Start your answer with the line containing "Identify the location of Inkscape" and end it with the last line of the records below, retyping every line between exactly and adding nothing.

------

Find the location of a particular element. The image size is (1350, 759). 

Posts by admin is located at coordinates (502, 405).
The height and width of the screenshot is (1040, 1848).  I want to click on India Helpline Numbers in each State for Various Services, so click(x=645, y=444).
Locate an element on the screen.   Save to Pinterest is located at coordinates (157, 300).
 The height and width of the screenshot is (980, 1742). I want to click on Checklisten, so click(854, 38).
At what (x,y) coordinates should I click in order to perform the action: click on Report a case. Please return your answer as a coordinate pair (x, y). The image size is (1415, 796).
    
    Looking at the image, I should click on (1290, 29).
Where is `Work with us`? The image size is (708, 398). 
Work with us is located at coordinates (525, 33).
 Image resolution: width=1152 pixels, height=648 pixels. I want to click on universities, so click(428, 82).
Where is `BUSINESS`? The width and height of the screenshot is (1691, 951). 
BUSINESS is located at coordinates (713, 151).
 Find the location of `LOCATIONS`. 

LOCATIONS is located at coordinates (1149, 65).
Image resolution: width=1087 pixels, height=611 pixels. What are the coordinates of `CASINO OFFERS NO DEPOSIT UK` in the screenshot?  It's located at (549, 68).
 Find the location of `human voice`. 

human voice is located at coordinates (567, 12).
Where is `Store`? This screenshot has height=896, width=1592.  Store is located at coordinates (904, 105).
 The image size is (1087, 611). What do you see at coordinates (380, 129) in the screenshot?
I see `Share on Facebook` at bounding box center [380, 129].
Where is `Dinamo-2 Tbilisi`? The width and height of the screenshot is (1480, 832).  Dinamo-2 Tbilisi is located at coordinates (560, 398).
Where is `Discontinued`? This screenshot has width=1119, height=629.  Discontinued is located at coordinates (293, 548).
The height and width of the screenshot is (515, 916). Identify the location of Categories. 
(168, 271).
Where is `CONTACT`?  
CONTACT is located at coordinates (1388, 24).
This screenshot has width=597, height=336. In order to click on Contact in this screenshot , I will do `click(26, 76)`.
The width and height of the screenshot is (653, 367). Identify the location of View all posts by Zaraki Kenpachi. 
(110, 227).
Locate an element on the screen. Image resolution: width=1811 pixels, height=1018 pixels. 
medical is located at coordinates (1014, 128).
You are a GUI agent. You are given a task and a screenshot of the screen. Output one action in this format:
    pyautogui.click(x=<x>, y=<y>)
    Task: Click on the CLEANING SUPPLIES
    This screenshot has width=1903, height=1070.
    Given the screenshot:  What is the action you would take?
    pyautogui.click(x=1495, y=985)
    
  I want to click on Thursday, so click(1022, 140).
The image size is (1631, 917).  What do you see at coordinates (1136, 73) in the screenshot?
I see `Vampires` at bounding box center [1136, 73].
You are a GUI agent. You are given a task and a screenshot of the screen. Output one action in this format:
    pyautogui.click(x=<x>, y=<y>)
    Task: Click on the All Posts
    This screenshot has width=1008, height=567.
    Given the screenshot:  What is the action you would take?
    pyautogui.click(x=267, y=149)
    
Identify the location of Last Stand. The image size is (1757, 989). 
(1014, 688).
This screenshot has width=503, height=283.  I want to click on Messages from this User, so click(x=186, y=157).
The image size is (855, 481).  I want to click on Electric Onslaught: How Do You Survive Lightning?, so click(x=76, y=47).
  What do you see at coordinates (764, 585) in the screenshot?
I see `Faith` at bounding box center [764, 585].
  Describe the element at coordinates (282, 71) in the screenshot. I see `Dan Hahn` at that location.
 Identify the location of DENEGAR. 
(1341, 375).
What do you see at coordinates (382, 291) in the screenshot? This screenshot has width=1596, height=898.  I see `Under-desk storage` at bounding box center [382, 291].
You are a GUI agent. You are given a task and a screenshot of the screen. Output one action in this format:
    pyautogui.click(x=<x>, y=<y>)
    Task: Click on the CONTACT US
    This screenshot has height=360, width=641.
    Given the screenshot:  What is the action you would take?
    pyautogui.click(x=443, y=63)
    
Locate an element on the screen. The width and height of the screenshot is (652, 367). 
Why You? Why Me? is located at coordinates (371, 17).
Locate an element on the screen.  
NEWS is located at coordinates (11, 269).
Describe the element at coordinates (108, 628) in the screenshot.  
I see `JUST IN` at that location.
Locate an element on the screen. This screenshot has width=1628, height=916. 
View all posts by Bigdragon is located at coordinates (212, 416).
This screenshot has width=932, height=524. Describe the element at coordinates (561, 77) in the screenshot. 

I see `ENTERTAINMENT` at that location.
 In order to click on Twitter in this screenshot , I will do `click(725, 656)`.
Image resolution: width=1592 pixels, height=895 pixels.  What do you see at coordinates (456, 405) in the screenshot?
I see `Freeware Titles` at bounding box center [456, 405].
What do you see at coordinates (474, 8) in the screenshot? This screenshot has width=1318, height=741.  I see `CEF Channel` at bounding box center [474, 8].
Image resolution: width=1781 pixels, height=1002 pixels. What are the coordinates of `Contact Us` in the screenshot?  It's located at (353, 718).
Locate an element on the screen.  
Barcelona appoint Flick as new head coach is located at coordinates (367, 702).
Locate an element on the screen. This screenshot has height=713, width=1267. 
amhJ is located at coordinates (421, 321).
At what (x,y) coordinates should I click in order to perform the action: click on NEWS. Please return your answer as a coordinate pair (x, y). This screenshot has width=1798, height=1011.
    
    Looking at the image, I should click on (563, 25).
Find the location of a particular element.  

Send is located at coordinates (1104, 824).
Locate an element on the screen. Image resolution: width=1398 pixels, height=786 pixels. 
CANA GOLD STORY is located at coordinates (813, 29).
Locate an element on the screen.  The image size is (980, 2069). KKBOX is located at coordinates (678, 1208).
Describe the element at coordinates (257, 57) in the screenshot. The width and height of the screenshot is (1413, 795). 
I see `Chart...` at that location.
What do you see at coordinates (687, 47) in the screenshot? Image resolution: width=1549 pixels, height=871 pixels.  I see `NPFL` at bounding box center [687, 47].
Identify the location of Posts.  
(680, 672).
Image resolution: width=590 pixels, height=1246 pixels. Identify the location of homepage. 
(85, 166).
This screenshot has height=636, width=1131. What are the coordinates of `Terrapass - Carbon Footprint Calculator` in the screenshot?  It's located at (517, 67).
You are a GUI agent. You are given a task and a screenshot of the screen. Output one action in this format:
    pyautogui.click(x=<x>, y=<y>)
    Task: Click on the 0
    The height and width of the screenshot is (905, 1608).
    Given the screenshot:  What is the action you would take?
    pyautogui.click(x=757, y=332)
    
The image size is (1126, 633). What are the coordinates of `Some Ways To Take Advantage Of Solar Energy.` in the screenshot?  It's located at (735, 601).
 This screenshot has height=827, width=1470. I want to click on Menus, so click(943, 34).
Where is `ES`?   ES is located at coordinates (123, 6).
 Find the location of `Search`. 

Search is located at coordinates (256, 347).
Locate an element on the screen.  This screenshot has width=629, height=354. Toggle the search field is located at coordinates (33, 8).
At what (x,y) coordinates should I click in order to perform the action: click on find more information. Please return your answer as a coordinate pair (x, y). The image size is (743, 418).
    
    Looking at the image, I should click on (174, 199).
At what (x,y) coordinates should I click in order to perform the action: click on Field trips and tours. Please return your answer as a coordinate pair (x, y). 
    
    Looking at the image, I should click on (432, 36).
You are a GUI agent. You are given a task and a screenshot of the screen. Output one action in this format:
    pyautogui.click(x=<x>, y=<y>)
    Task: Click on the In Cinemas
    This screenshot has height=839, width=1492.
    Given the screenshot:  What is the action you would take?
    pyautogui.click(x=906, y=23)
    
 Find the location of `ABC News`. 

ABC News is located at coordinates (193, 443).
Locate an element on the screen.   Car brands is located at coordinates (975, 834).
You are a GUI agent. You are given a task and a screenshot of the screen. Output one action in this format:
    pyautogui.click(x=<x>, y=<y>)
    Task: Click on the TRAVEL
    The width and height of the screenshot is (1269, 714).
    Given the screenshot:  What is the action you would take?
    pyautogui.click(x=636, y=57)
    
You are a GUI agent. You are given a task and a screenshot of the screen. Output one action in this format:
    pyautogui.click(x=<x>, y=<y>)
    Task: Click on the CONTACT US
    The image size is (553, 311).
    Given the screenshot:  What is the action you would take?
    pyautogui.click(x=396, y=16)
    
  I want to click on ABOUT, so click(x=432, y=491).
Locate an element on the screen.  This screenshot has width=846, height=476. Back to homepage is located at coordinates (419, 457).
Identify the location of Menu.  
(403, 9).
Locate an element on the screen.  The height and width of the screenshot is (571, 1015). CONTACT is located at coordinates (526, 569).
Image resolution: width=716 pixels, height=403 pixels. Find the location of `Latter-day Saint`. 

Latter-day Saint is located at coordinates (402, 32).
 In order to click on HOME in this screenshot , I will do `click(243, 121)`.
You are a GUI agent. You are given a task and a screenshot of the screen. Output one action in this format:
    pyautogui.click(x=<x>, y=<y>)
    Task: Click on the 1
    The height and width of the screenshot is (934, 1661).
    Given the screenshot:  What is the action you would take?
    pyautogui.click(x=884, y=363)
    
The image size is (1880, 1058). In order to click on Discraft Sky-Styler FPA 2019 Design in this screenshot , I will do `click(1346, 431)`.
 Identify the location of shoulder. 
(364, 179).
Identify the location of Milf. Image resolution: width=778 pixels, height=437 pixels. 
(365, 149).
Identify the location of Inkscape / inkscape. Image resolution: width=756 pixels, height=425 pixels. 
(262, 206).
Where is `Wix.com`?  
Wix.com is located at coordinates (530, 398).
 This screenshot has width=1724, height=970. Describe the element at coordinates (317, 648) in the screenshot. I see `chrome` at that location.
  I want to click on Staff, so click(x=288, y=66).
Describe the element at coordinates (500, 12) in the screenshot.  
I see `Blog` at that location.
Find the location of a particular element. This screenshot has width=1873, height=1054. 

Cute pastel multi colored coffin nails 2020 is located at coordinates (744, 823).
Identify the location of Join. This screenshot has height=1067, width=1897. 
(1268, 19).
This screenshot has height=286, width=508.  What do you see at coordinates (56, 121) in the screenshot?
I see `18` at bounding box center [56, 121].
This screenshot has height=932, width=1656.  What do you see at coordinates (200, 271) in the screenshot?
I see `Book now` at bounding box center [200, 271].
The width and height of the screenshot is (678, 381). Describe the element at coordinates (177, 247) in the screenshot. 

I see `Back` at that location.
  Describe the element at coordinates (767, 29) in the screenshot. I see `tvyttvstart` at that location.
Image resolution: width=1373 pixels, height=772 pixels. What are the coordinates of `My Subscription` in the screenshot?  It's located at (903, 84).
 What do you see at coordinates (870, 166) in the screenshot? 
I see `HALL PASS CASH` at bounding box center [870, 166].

------

→ Your solution
Identify the location of Inkscape / inkscape. Image resolution: width=756 pixels, height=425 pixels. 
(262, 206).
Where is `Wix.com`?  
Wix.com is located at coordinates (530, 398).
 This screenshot has width=1724, height=970. Describe the element at coordinates (317, 648) in the screenshot. I see `chrome` at that location.
  I want to click on Staff, so click(x=288, y=66).
Describe the element at coordinates (500, 12) in the screenshot.  
I see `Blog` at that location.
Find the location of a particular element. This screenshot has width=1873, height=1054. 

Cute pastel multi colored coffin nails 2020 is located at coordinates (744, 823).
Identify the location of Join. This screenshot has height=1067, width=1897. 
(1268, 19).
This screenshot has height=286, width=508.  What do you see at coordinates (56, 121) in the screenshot?
I see `18` at bounding box center [56, 121].
This screenshot has height=932, width=1656.  What do you see at coordinates (200, 271) in the screenshot?
I see `Book now` at bounding box center [200, 271].
The width and height of the screenshot is (678, 381). Describe the element at coordinates (177, 247) in the screenshot. 

I see `Back` at that location.
  Describe the element at coordinates (767, 29) in the screenshot. I see `tvyttvstart` at that location.
Image resolution: width=1373 pixels, height=772 pixels. What are the coordinates of `My Subscription` in the screenshot?  It's located at (903, 84).
 What do you see at coordinates (870, 166) in the screenshot? 
I see `HALL PASS CASH` at bounding box center [870, 166].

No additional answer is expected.